ONE FOR THE ROAD

Erik Friedlander evokes long highway trips with his cello

By Brian Heater

Erik Friedlander started playing the guitar at age six. Had he continued down that well-tread road, it seems unlikely that the artist would have enjoyed as aggressively diverse career as he has, with records running the gamut from the forefront of avant-garde jazz to straightforward classical, to collaborations with artists ranging from Courtney Love to Mike Patton to Johns Zorn and Darnielle. When asked what brought on such a dramatically life-altering decision, Friedlander answers, simply, “In third grade, they offered me the cello or violin. I guess they needed a cello—I don’t quite remember, but there it was.”

Friedlander’s father, Lee, played a slightly more tangible influence on his son’s musical development. A consummate lover of all things musical, the elder Friedlander was a professional photographer who carved out a niche for himself shooting, shooting up-and-coming artists for magazine articles, taking his family in tow.

“Every summer, until I was about 17, we’d take a trip in a camper,” says Friedlander. “It was long stretches and very intense family togetherness.”

Those trips, with the inevitable soundtrack of his father’s homemade cassette collection blaring from the front of the camper, also helped subconsciously coalesce Friedlander’s forthcoming record, Block Ice & Propane. “It was a lot the motion and the rhythm and the motion of the camper,” Friedlander explains. “It is an amazing thing to have experienced. It’s just in me, somehow. My wife tells me that when I’m happiest now is when I’m in a car, rolling down a highway somewhere. There’s something about it in my blood.”

July 17, Joe’s Pub, 425 Lafayette St. (betw. Astor Pl. & E. 4th St.), 212-967-7555; 7:30, $12.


*WORK REQUIRED*: Could you filter the records below down to the lines that include the word "Commercial"?

Dataset entries:
::::::::

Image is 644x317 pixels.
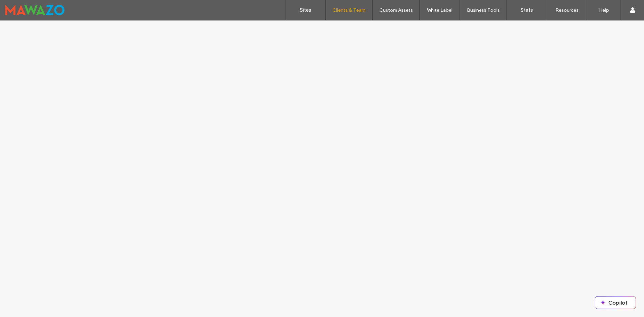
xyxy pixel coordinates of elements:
label: Stats [521,7,533,13]
label: Business Tools [467,7,500,13]
label: Resources [555,7,579,13]
label: Custom Assets [379,7,413,13]
button: Copilot [595,297,636,309]
label: Help [599,7,609,13]
label: Sites [300,7,311,13]
label: Clients & Team [332,7,366,13]
label: White Label [427,7,452,13]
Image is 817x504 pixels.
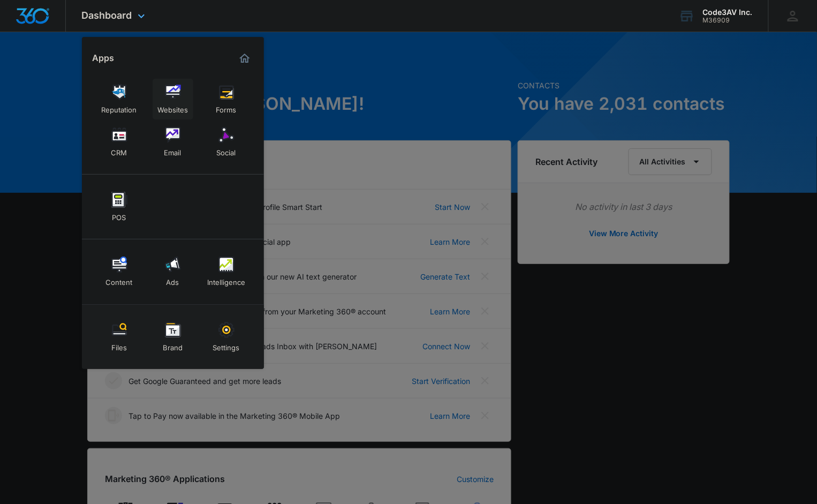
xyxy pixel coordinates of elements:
a: Websites [152,79,193,120]
div: Settings [213,338,240,352]
a: Marketing 360® Dashboard [236,50,253,67]
div: account id [703,16,753,24]
div: Ads [167,272,179,286]
div: Content [106,272,133,286]
div: Websites [157,100,188,114]
a: Content [99,251,140,292]
div: Reputation [102,100,137,114]
div: Email [164,143,181,157]
a: POS [99,186,140,227]
a: CRM [99,121,140,162]
div: Forms [217,100,237,114]
a: Social [206,121,247,162]
a: Settings [206,316,247,357]
div: Intelligence [207,272,245,286]
div: account name [703,8,753,16]
div: Files [111,338,127,352]
div: Brand [163,338,183,352]
div: POS [113,208,127,221]
a: Reputation [99,79,140,120]
a: Email [152,121,193,162]
div: Social [217,143,236,157]
a: Files [99,316,140,357]
a: Ads [152,251,193,292]
a: Intelligence [206,251,247,292]
a: Brand [152,316,193,357]
h2: Apps [93,53,115,63]
div: CRM [111,143,127,157]
a: Forms [206,79,247,120]
span: Dashboard [82,9,132,21]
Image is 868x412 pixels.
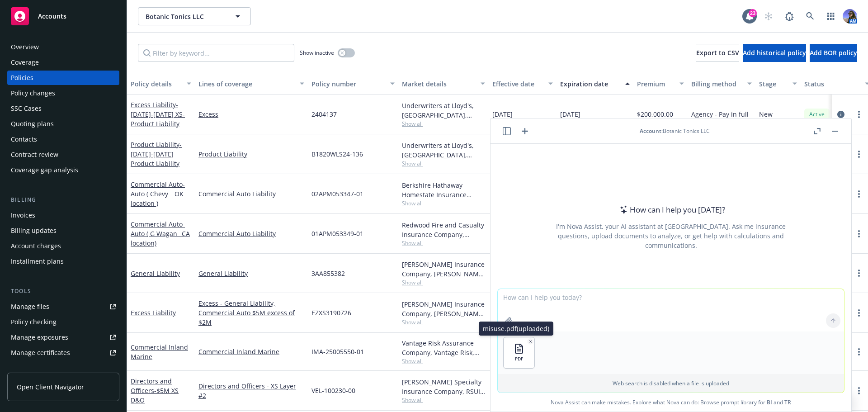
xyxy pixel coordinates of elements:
[808,111,825,118] span: Active
[199,189,305,199] a: Commercial Auto Liability
[11,86,55,100] div: Policy changes
[131,220,190,247] span: - Auto ( G Wagan _CA location)
[639,127,710,134] div: : Botanic Tonics LLC
[637,110,673,119] span: $200,000.00
[11,223,56,238] div: Billing updates
[11,132,37,146] div: Contacts
[402,357,485,365] span: Show all
[131,269,180,278] a: General Liability
[402,299,485,318] div: [PERSON_NAME] Insurance Company, [PERSON_NAME] Insurance, CIS Insurance Services (EPIC)
[836,109,846,120] a: circleInformation
[402,199,485,207] span: Show all
[842,9,857,23] img: photo
[131,180,185,207] a: Commercial Auto
[311,308,351,318] span: EZXS3190726
[7,101,119,116] a: SSC Cases
[748,9,757,17] div: 23
[199,347,305,356] a: Commercial Inland Marine
[199,79,294,89] div: Lines of coverage
[560,110,580,119] span: [DATE]
[199,229,305,238] a: Commercial Auto Liability
[544,222,798,250] div: I'm Nova Assist, your AI assistant at [GEOGRAPHIC_DATA]. Ask me insurance questions, upload docum...
[7,132,119,146] a: Contacts
[633,73,687,94] button: Premium
[131,100,185,128] a: Excess Liability
[131,220,190,247] a: Commercial Auto
[7,361,119,375] a: Manage claims
[17,382,84,391] span: Open Client Navigator
[311,386,356,395] span: VEL-100230-00
[311,347,364,356] span: IMA-25005550-01
[199,268,305,278] a: General Liability
[402,220,485,239] div: Redwood Fire and Casualty Insurance Company, Berkshire Hathaway Homestate Companies (BHHC)
[311,229,363,238] span: 01APM053349-01
[145,12,223,21] span: Botanic Tonics LLC
[127,73,195,94] button: Policy details
[853,267,864,278] a: more
[131,386,179,404] span: - $5M XS D&O
[804,79,859,89] div: Status
[7,287,119,295] div: Tools
[131,79,182,89] div: Policy details
[311,110,337,119] span: 2404137
[7,86,119,100] a: Policy changes
[7,223,119,238] a: Billing updates
[809,44,857,62] button: Add BOR policy
[199,298,305,327] a: Excess - General Liability, Commercial Auto $5M excess of $2M
[11,299,49,314] div: Manage files
[300,49,334,56] span: Show inactive
[7,163,119,177] a: Coverage gap analysis
[11,315,56,329] div: Policy checking
[11,117,54,131] div: Quoting plans
[11,70,33,85] div: Policies
[402,180,485,199] div: Berkshire Hathaway Homestate Insurance Company, Berkshire Hathaway Homestate Companies (BHHC)
[785,398,791,406] a: TR
[7,117,119,131] a: Quoting plans
[743,44,806,62] button: Add historical policy
[402,396,485,403] span: Show all
[696,49,739,57] span: Export to CSV
[199,381,305,400] a: Directors and Officers - XS Layer #2
[11,330,68,345] div: Manage exposures
[503,337,534,368] button: PDF
[311,189,363,199] span: 02APM053347-01
[11,239,61,253] div: Account charges
[131,308,175,317] a: Excess Liability
[11,39,39,54] div: Overview
[7,315,119,329] a: Policy checking
[759,79,787,89] div: Stage
[691,79,742,89] div: Billing method
[131,180,185,207] span: - Auto ( Chevy _ OK location )
[195,73,308,94] button: Lines of coverage
[402,159,485,167] span: Show all
[402,120,485,128] span: Show all
[691,110,748,119] span: Agency - Pay in full
[308,73,398,94] button: Policy number
[755,73,801,94] button: Stage
[7,299,119,314] a: Manage files
[138,7,251,26] button: Botanic Tonics LLC
[38,12,66,20] span: Accounts
[617,204,725,216] div: How can I help you [DATE]?
[131,100,185,128] span: - [DATE]-[DATE] XS-Product Liability
[853,109,864,120] a: more
[402,278,485,286] span: Show all
[743,49,806,57] span: Add historical policy
[402,338,485,357] div: Vantage Risk Assurance Company, Vantage Risk, Amwins
[639,127,662,134] span: Account
[398,73,488,94] button: Market details
[11,254,63,268] div: Installment plans
[7,55,119,70] a: Coverage
[11,101,42,116] div: SSC Cases
[822,7,840,26] a: Switch app
[853,308,864,318] a: more
[402,79,475,89] div: Market details
[759,7,778,26] a: Start snowing
[801,7,819,26] a: Search
[7,4,119,29] a: Accounts
[7,196,119,204] div: Billing
[402,141,485,159] div: Underwriters at Lloyd's, [GEOGRAPHIC_DATA], [PERSON_NAME] of [GEOGRAPHIC_DATA], Citadel Insurance...
[199,110,305,119] a: Excess
[488,73,557,94] button: Effective date
[515,356,523,362] span: PDF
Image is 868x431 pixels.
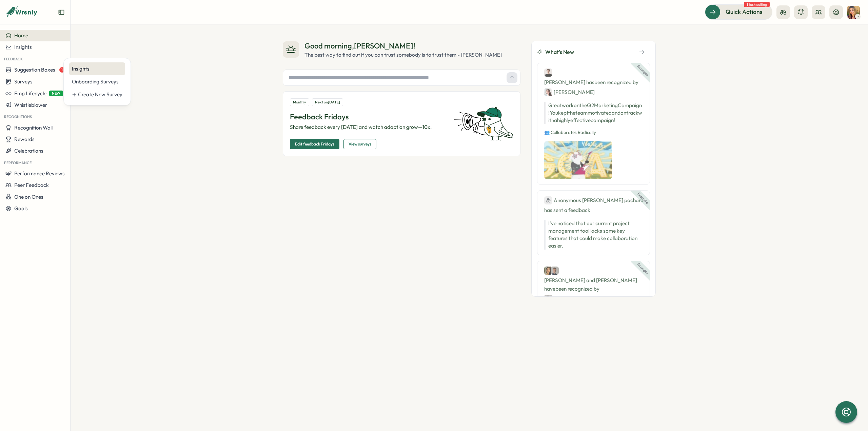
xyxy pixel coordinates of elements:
[69,88,125,101] a: Create New Survey
[544,267,643,303] div: [PERSON_NAME] and [PERSON_NAME] have been recognized by
[14,136,35,143] span: Rewards
[744,1,769,7] span: 1 task waiting
[14,102,47,108] span: Whistleblower
[14,125,53,131] span: Recognition Wall
[847,5,860,19] img: Tarin O'Neill
[14,171,65,177] span: Performance Reviews
[60,67,65,73] span: 1
[78,91,123,99] div: Create New Survey
[14,206,28,212] span: Goals
[69,75,125,88] a: Onboarding Surveys
[305,40,502,51] div: Good morning , [PERSON_NAME] !
[705,4,772,19] button: Quick Actions
[14,32,28,38] span: Home
[348,140,371,149] span: View surveys
[545,48,574,56] span: What's New
[58,9,65,16] button: Expand sidebar
[49,90,63,97] span: NEW
[544,88,552,97] img: Jane
[544,295,552,303] img: Carlos
[14,147,43,154] span: Celebrations
[544,295,595,303] div: [PERSON_NAME]
[726,8,763,16] span: Quick Actions
[72,78,123,86] div: Onboarding Surveys
[544,141,612,179] img: Recognition Image
[295,140,334,149] span: Edit feedback Fridays
[14,78,33,85] span: Surveys
[305,51,502,59] div: The best way to find out if you can trust somebody is to trust them - [PERSON_NAME]
[550,267,559,275] img: Jack
[544,267,552,275] img: Cassie
[544,196,643,214] div: has sent a feedback
[72,65,123,73] div: Insights
[544,88,595,97] div: [PERSON_NAME]
[544,102,643,124] p: Great work on the Q2 Marketing Campaign! You kept the team motivated and on track with a highly e...
[290,112,445,122] p: Feedback Fridays
[544,69,552,77] img: Ben
[544,196,643,205] div: Anonymous [PERSON_NAME] pochard
[14,90,47,97] span: Emp Lifecycle
[14,194,43,200] span: One on Ones
[312,99,343,106] div: Next on [DATE]
[14,44,32,50] span: Insights
[290,99,309,106] div: Monthly
[344,139,376,149] button: View surveys
[544,69,643,97] div: [PERSON_NAME] has been recognized by
[544,130,643,136] p: 👥 Collaborates Radically
[14,66,55,73] span: Suggestion Boxes
[14,182,49,188] span: Peer Feedback
[69,62,125,75] a: Insights
[290,139,340,149] button: Edit feedback Fridays
[548,220,643,249] p: I've noticed that our current project management tool lacks some key features that could make col...
[290,123,445,131] p: Share feedback every [DATE] and watch adoption grow—10x.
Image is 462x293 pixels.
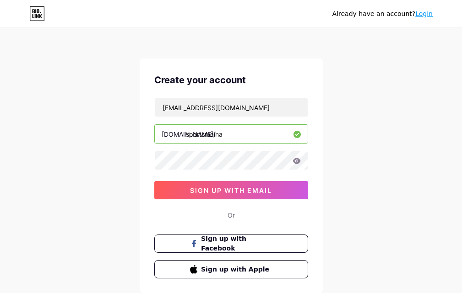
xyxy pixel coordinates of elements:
div: Or [227,211,235,220]
span: Sign up with Facebook [201,234,272,254]
div: [DOMAIN_NAME]/ [162,130,216,139]
a: Login [415,10,433,17]
div: Already have an account? [332,9,433,19]
button: Sign up with Facebook [154,235,308,253]
input: username [155,125,308,143]
button: sign up with email [154,181,308,200]
span: sign up with email [190,187,272,195]
span: Sign up with Apple [201,265,272,275]
div: Create your account [154,73,308,87]
input: Email [155,98,308,117]
button: Sign up with Apple [154,260,308,279]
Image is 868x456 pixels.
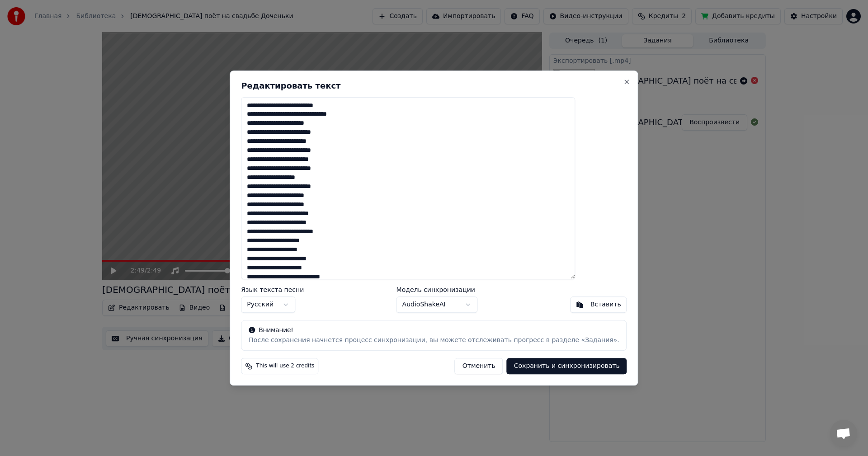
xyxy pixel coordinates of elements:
[507,358,627,374] button: Сохранить и синхронизировать
[241,82,627,90] h2: Редактировать текст
[256,362,315,370] span: This will use 2 credits
[248,326,619,335] div: Внимание!
[455,358,503,374] button: Отменить
[248,336,619,345] div: После сохранения начнется процесс синхронизации, вы можете отслеживать прогресс в разделе «Задания».
[241,287,304,294] label: Язык текста песни
[590,300,621,310] div: Вставить
[570,297,627,313] button: Вставить
[396,287,478,294] label: Модель синхронизации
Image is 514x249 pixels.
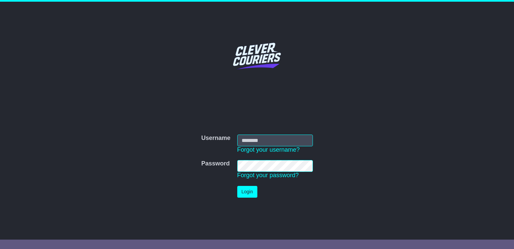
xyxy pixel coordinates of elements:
[229,27,286,84] img: Clever Couriers
[201,134,230,142] label: Username
[201,160,230,167] label: Password
[237,146,300,153] a: Forgot your username?
[237,186,258,197] button: Login
[237,171,299,178] a: Forgot your password?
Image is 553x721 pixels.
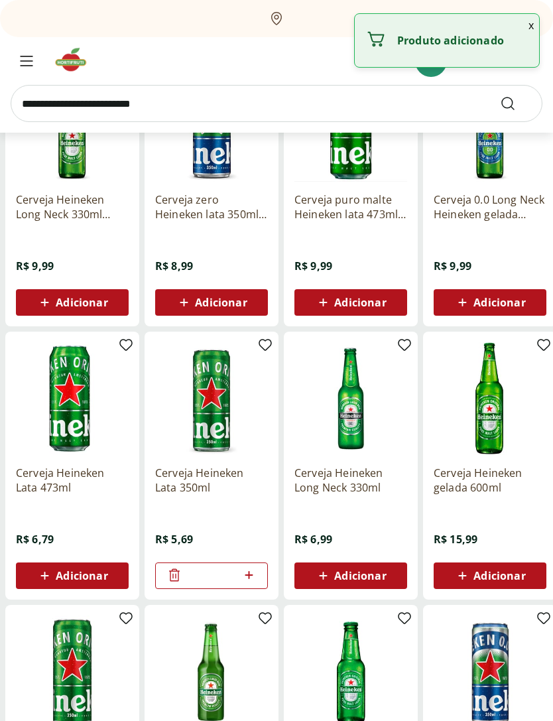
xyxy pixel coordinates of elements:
[195,297,247,308] span: Adicionar
[295,466,407,495] a: Cerveja Heineken Long Neck 330ml
[16,563,129,589] button: Adicionar
[11,45,42,77] button: Menu
[474,571,526,581] span: Adicionar
[295,259,332,273] span: R$ 9,99
[295,563,407,589] button: Adicionar
[397,34,529,47] p: Produto adicionado
[155,259,193,273] span: R$ 8,99
[334,297,386,308] span: Adicionar
[334,571,386,581] span: Adicionar
[16,532,54,547] span: R$ 6,79
[295,289,407,316] button: Adicionar
[295,532,332,547] span: R$ 6,99
[434,289,547,316] button: Adicionar
[16,289,129,316] button: Adicionar
[434,466,547,495] a: Cerveja Heineken gelada 600ml
[16,466,129,495] a: Cerveja Heineken Lata 473ml
[434,342,547,455] img: Cerveja Heineken gelada 600ml
[500,96,532,111] button: Submit Search
[155,466,268,495] a: Cerveja Heineken Lata 350ml
[434,532,478,547] span: R$ 15,99
[16,192,129,222] a: Cerveja Heineken Long Neck 330ml Gelada
[56,297,107,308] span: Adicionar
[434,192,547,222] a: Cerveja 0.0 Long Neck Heineken gelada 330ml
[56,571,107,581] span: Adicionar
[434,563,547,589] button: Adicionar
[53,46,98,73] img: Hortifruti
[16,342,129,455] img: Cerveja Heineken Lata 473ml
[295,192,407,222] a: Cerveja puro malte Heineken lata 473ml gelada
[474,297,526,308] span: Adicionar
[155,532,193,547] span: R$ 5,69
[524,14,539,36] button: Fechar notificação
[295,342,407,455] img: Cerveja Heineken Long Neck 330ml
[16,259,54,273] span: R$ 9,99
[155,192,268,222] a: Cerveja zero Heineken lata 350ml gelada
[434,259,472,273] span: R$ 9,99
[155,289,268,316] button: Adicionar
[11,85,543,122] input: search
[155,342,268,455] img: Cerveja Heineken Lata 350ml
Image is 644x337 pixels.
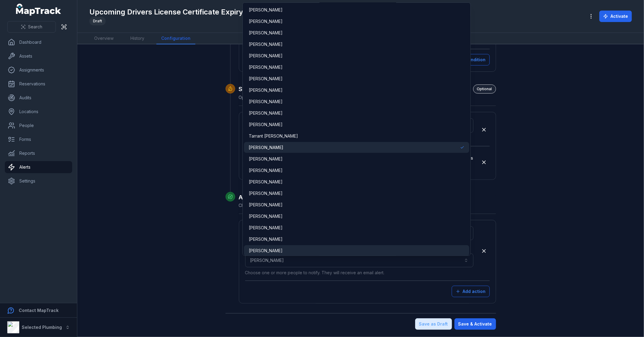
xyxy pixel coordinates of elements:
span: [PERSON_NAME] [249,53,283,59]
span: [PERSON_NAME] [249,87,283,93]
span: [PERSON_NAME] [249,110,283,116]
span: [PERSON_NAME] [249,144,283,151]
span: [PERSON_NAME] [249,7,283,13]
div: [PERSON_NAME] [242,3,471,256]
span: [PERSON_NAME] [249,76,283,82]
button: [PERSON_NAME] [245,253,474,267]
span: [PERSON_NAME] [249,236,283,242]
span: Tarrant [PERSON_NAME] [249,133,298,139]
span: [PERSON_NAME] [249,18,283,25]
span: [PERSON_NAME] [249,190,283,197]
span: [PERSON_NAME] [249,64,283,71]
span: [PERSON_NAME] [249,156,283,162]
span: [PERSON_NAME] [249,202,283,208]
span: [PERSON_NAME] [249,225,283,231]
span: [PERSON_NAME] [249,99,283,105]
span: [PERSON_NAME] [249,168,283,173]
span: [PERSON_NAME] [249,42,283,47]
span: [PERSON_NAME] [249,248,283,254]
span: [PERSON_NAME] [249,214,283,219]
span: [PERSON_NAME] [249,122,283,128]
span: [PERSON_NAME] [249,179,283,185]
span: [PERSON_NAME] [249,30,283,36]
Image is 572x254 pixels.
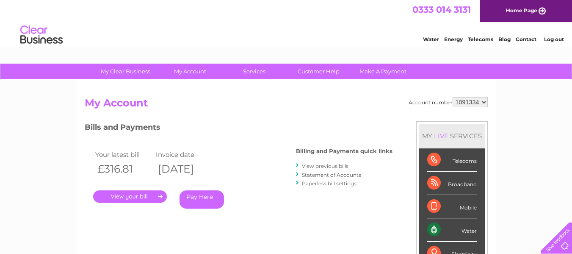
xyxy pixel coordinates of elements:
h4: Billing and Payments quick links [296,148,393,154]
div: Water [427,218,477,241]
th: [DATE] [154,160,215,178]
a: View previous bills [302,163,349,169]
div: Clear Business is a trading name of Verastar Limited (registered in [GEOGRAPHIC_DATA] No. 3667643... [86,5,487,41]
a: Services [219,64,289,79]
a: My Clear Business [91,64,161,79]
a: Water [423,36,439,42]
a: My Account [155,64,225,79]
h2: My Account [85,97,488,113]
td: Invoice date [154,149,215,160]
a: Log out [544,36,564,42]
a: Paperless bill settings [302,180,357,186]
a: Telecoms [468,36,494,42]
a: Customer Help [284,64,354,79]
a: Contact [516,36,537,42]
th: £316.81 [93,160,154,178]
a: Blog [499,36,511,42]
div: Mobile [427,195,477,218]
a: . [93,190,167,203]
a: Pay Here [180,190,224,208]
td: Your latest bill [93,149,154,160]
div: Broadband [427,172,477,195]
a: Energy [444,36,463,42]
a: Make A Payment [348,64,418,79]
div: LIVE [433,132,450,140]
div: Telecoms [427,148,477,172]
img: logo.png [20,22,63,48]
div: MY SERVICES [419,124,485,148]
div: Account number [409,97,488,107]
h3: Bills and Payments [85,121,393,136]
a: 0333 014 3131 [413,4,471,15]
a: Statement of Accounts [302,172,361,178]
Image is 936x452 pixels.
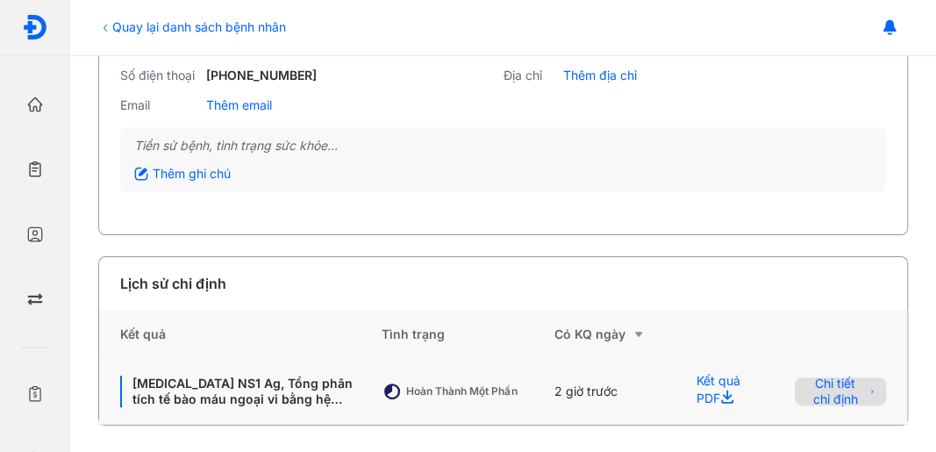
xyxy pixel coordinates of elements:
[120,375,360,407] div: [MEDICAL_DATA] NS1 Ag, Tổng phân tích tế bào máu ngoại vi bằng hệ thống tự động
[120,273,226,294] div: Lịch sử chỉ định
[120,97,199,113] div: Email
[120,68,199,83] div: Số điện thoại
[98,18,286,36] div: Quay lại danh sách bệnh nhân
[381,310,553,359] div: Tình trạng
[406,384,546,398] div: Hoàn thành một phần
[794,377,886,405] button: Chi tiết chỉ định
[99,310,381,359] div: Kết quả
[134,138,872,153] div: Tiền sử bệnh, tình trạng sức khỏe...
[805,375,865,407] span: Chi tiết chỉ định
[22,14,48,40] img: logo
[134,166,231,182] div: Thêm ghi chú
[553,359,674,424] div: 2 giờ trước
[206,68,317,83] div: [PHONE_NUMBER]
[503,68,556,83] div: Địa chỉ
[674,359,773,424] div: Kết quả PDF
[553,324,674,345] div: Có KQ ngày
[563,68,637,83] div: Thêm địa chỉ
[206,97,272,113] div: Thêm email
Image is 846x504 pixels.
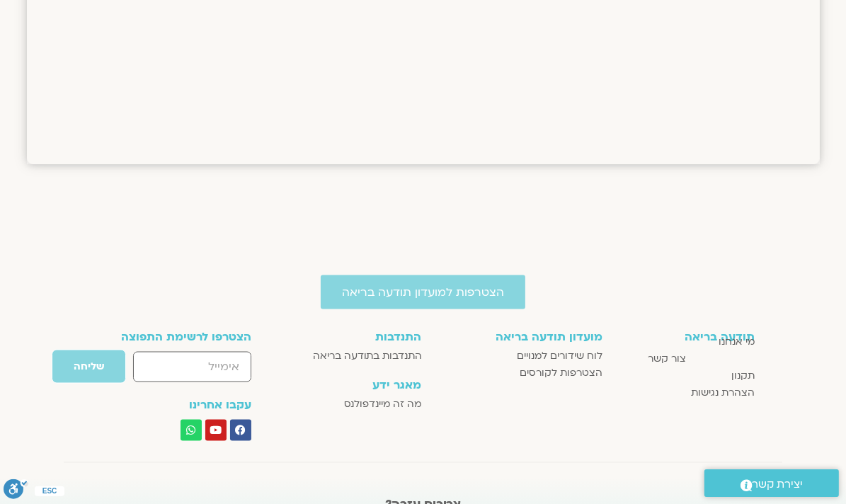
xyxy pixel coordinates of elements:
[616,333,755,350] a: מי אנחנו
[91,330,252,343] h3: הצטרפו לרשימת התפוצה
[313,347,422,364] span: התנדבות בתודעה בריאה
[91,350,252,391] form: טופס חדש
[517,347,602,364] span: לוח שידורים למנויים
[519,364,602,381] span: הצטרפות לקורסים
[436,330,602,343] h3: מועדון תודעה בריאה
[704,469,839,497] a: יצירת קשר
[290,396,421,413] a: מה זה מיינדפולנס
[616,367,755,384] a: תקנון
[290,379,421,391] h3: מאגר ידע
[616,384,755,401] a: הצהרת נגישות
[685,330,755,333] a: תודעה בריאה
[74,361,104,372] span: שליחה
[321,275,525,309] a: הצטרפות למועדון תודעה בריאה
[719,333,755,350] span: מי אנחנו
[133,352,251,382] input: אימייל
[436,364,602,381] a: הצטרפות לקורסים
[685,330,755,343] h3: תודעה בריאה
[91,398,252,411] h3: עקבו אחרינו
[345,396,422,413] span: מה זה מיינדפולנס
[342,286,504,299] span: הצטרפות למועדון תודעה בריאה
[52,350,126,384] button: שליחה
[752,475,803,494] span: יצירת קשר
[647,350,686,367] span: צור קשר
[290,347,421,364] a: התנדבות בתודעה בריאה
[436,347,602,364] a: לוח שידורים למנויים
[691,384,755,401] span: הצהרת נגישות
[290,330,421,343] h3: התנדבות
[321,284,525,300] a: הצטרפות למועדון תודעה בריאה
[616,350,686,367] a: צור קשר
[732,367,755,384] span: תקנון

::::::::

*RESULT*:
[199,189,305,199] a: Commercial Auto Liability
[131,180,185,207] a: Commercial Auto
[199,347,305,356] a: Commercial Inland Marine
[199,229,305,238] a: Commercial Auto Liability
[131,220,190,247] a: Commercial Auto
[199,298,305,327] a: Excess - General Liability, Commercial Auto $5M excess of $2M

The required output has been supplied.